It was a letter that sparked the beginnings of a 45-year-long friendship between Michael Simanga and the artist he so admired, Amiri Baraka.
Simanga was a 17-year-old artist very much influenced by the Black Arts movement Baraka pioneered, looking for inspiration and guidance.
Baraka was an established literary and cultural artist and critic living in Newark, N.J.
“I asked him if I could come to Newark and meet him to begin to work with him,” Simanga said. “He sent me a note back saying, ‘Yes, come on. If you can get here then you can be here.’”
So Simanga went.
Now, over a year since Baraka’s death, Simanga is helping to bring Baraka’s works and legacy to life through an exhibition and symposium at the Sonja Haynes Stone Center for Black Culture and History, where he is currently serving as the artist in residence.
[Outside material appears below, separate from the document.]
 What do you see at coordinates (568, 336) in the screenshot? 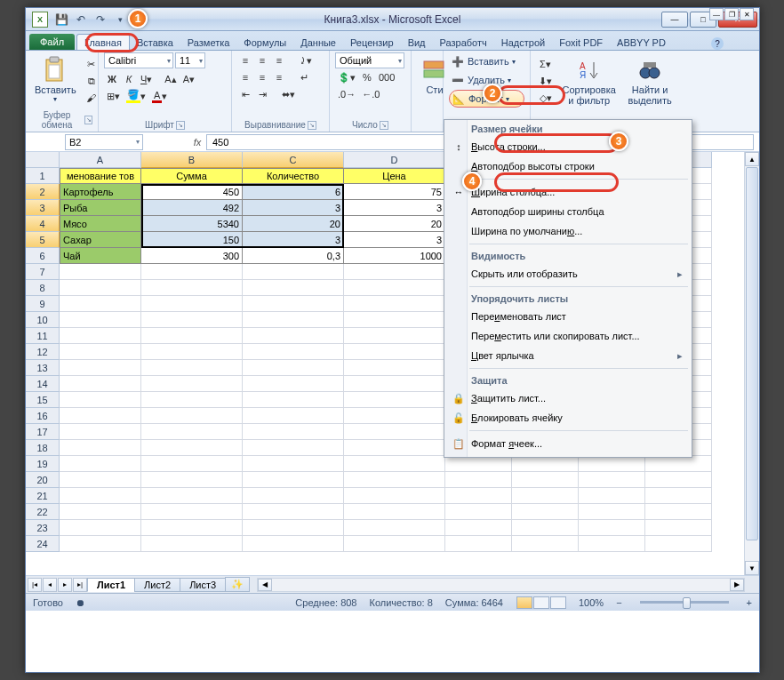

Clarissa Goodlett, program and public communications officer at the Stone Center, said Baraka was selected as the subject of the semesterlong exhibition because of how his work seems to mirror what’s happening in the country today, especially with movements like Black Lives Matter and issues like police brutality.
She said the movements Baraka took part in, like the Black Arts movement in the mid-1960s, seem to have influenced those involved in similar movements currently dominating national news.
“The timing was right considering all that’s going on here in the country,” Goodlett said. “It’s really an opportunity to reflect back on somebody who shaped thought around these movements today.”